Editor's Note: This piece first appeared in The Detroit News on November 22, 2021.
Some Michigan lawmakers want to hand out $300 million in taxpayer support to select businesses. States all over the country have tried to improve their economy with business subsidies, but with little success. They’re ineffective at creating jobs, expensive to the state budget and unfair to the businesses that don’t get them.
The state would be better served with reforms that affect businesses across the state rather than those that are targeted at select companies. One example of statewide reform is to implement across-the-board tax cuts.
The latest subsidy proposal gives companies deals that last up to 10 years, under which they collect the income taxes generated by their employees’ paychecks. So unlike other people and businesses that pay their full share in supporting the burdens of government, the businesses selected by state administrators would get to collect that cash instead.
The proposal would restart a program that operated from 2017 to 2020 and approved $194 million in taxpayer support to six companies. And according to the state’s most recent reports, administrators have not verified that a single job was created at these companies yet.
There may be jobs at the projects, but the state’s reporting is lagged, incomplete and done by cheerleaders who are more interested in defending their programs than in reporting about their results.
Even if they were, it is unlikely that the deals worked to improve Michigan’s economy. Too often deals are made to provide special favors to companies that would have done the same thing regardless of taxpayer support.
Selective business subsidies are not about creating jobs, but rather giving the appearance that politicians are doing something about jobs. They care about headlines more than they do about whether the state actually grows.
Utah and Idaho, for instance, have increased their job levels the most of all of the states, and are the first to fully recover the jobs lost during the pandemic. They’re not the states making headlines for landing big projects, but are winning the war for jobs.
A better way to help Michigan recover faster is to lower the state’s tax burdens. Everyone has to pay a percentage of their income to the state in income taxes, and this slows the state’s economic growth.
Yet lawmakers do not have to tax as much as they do right now and can afford to lower taxes. State revenue is 10% higher than its pre-pandemic level, and that’s before counting extraordinary federal transfers to Lansing lawmakers.
This growth means that legislators can reduce the income tax rate from 4.25% to 3.9% without having to cut the state budget for a single year.
As a benefit, lowering taxes would encourage job growth and improve incomes. In contrast to subsidies to a handful of businesses, it benefits people in urban and rural areas, and not just those lucky enough to land deals from state administrators.
This is a basic problem with the state picking winners at the expense of everyone else: It concentrates activity in one place and pushes the cost on the public. Broad-based improvements to the business climate, on the other hand, help the state’s economic prospects improve, and the benefits are felt across the state.
In other words, lawmakers should stop trying to think that they can make the state a winner by giving cash to the companies and projects they like. This strategy costs a lot and doesn’t work. Improving the state’s business climate does, and that needs more attention from lawmakers.
Permission to reprint this blog post in whole or in part is hereby granted, provided that the author (or authors) and the Mackinac Center for Public Policy are properly cited.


### WORK REQUIRED
Could you please retype the records exactly, minus their pictures?

(Data records)
↓

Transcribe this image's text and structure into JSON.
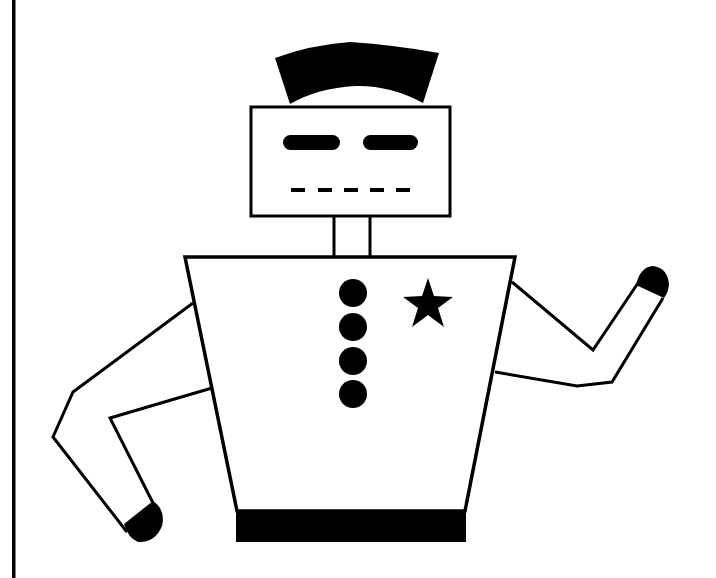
{
  "figure": {
    "colors": {
      "ink": "#000000",
      "paper": "#ffffff"
    },
    "elements": {
      "frame_left_border": {
        "x": 13,
        "y1": 0,
        "y2": 578
      },
      "hat": {
        "shape": "curved-trapezoid",
        "fill": "#000000"
      },
      "head": {
        "x": 250,
        "y": 107,
        "width": 200,
        "height": 109
      },
      "eyes": [
        {
          "x": 283,
          "y": 136,
          "width": 57,
          "height": 14
        },
        {
          "x": 363,
          "y": 136,
          "width": 55,
          "height": 14
        }
      ],
      "mouth_dashes": [
        {
          "x1": 291,
          "x2": 305
        },
        {
          "x1": 318,
          "x2": 332
        },
        {
          "x1": 344,
          "x2": 358
        },
        {
          "x1": 370,
          "x2": 384
        },
        {
          "x1": 396,
          "x2": 410
        }
      ],
      "neck": {
        "x1": 333,
        "x2": 370,
        "y1": 216,
        "y2": 257
      },
      "body": {
        "top_left": [
          185,
          257
        ],
        "top_right": [
          515,
          257
        ],
        "bottom_left": [
          237,
          511
        ],
        "bottom_right": [
          465,
          511
        ]
      },
      "belt": {
        "x": 237,
        "y": 511,
        "width": 228,
        "height": 31
      },
      "buttons": [
        {
          "cx": 353,
          "cy": 293,
          "r": 14
        },
        {
          "cx": 353,
          "cy": 327,
          "r": 14
        },
        {
          "cx": 353,
          "cy": 361,
          "r": 14
        },
        {
          "cx": 353,
          "cy": 394,
          "r": 14
        }
      ],
      "badge": {
        "shape": "star",
        "cx": 428,
        "cy": 305,
        "r": 26
      },
      "left_arm": {
        "pose": "bent down"
      },
      "right_arm": {
        "pose": "raised waving"
      }
    }
  }
}
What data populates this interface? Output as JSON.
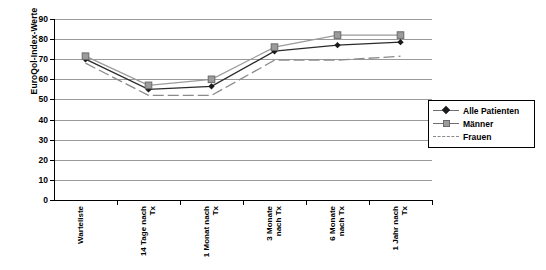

↑

### OUTPUT FOR THIS TASK
Transcribe this image's text and structure into JSON.
{
  "figure": {
    "colors": {
      "ink": "#000000",
      "paper": "#ffffff"
    },
    "elements": {
      "frame_left_border": {
        "x": 13,
        "y1": 0,
        "y2": 578
      },
      "hat": {
        "shape": "curved-trapezoid",
        "fill": "#000000"
      },
      "head": {
        "x": 250,
        "y": 107,
        "width": 200,
        "height": 109
      },
      "eyes": [
        {
          "x": 283,
          "y": 136,
          "width": 57,
          "height": 14
        },
        {
          "x": 363,
          "y": 136,
          "width": 55,
          "height": 14
        }
      ],
      "mouth_dashes": [
        {
          "x1": 291,
          "x2": 305
        },
        {
          "x1": 318,
          "x2": 332
        },
        {
          "x1": 344,
          "x2": 358
        },
        {
          "x1": 370,
          "x2": 384
        },
        {
          "x1": 396,
          "x2": 410
        }
      ],
      "neck": {
        "x1": 333,
        "x2": 370,
        "y1": 216,
        "y2": 257
      },
      "body": {
        "top_left": [
          185,
          257
        ],
        "top_right": [
          515,
          257
        ],
        "bottom_left": [
          237,
          511
        ],
        "bottom_right": [
          465,
          511
        ]
      },
      "belt": {
        "x": 237,
        "y": 511,
        "width": 228,
        "height": 31
      },
      "buttons": [
        {
          "cx": 353,
          "cy": 293,
          "r": 14
        },
        {
          "cx": 353,
          "cy": 327,
          "r": 14
        },
        {
          "cx": 353,
          "cy": 361,
          "r": 14
        },
        {
          "cx": 353,
          "cy": 394,
          "r": 14
        }
      ],
      "badge": {
        "shape": "star",
        "cx": 428,
        "cy": 305,
        "r": 26
      },
      "left_arm": {
        "pose": "bent down"
      },
      "right_arm": {
        "pose": "raised waving"
      }
    }
  }
}
What data populates this interface? Output as JSON.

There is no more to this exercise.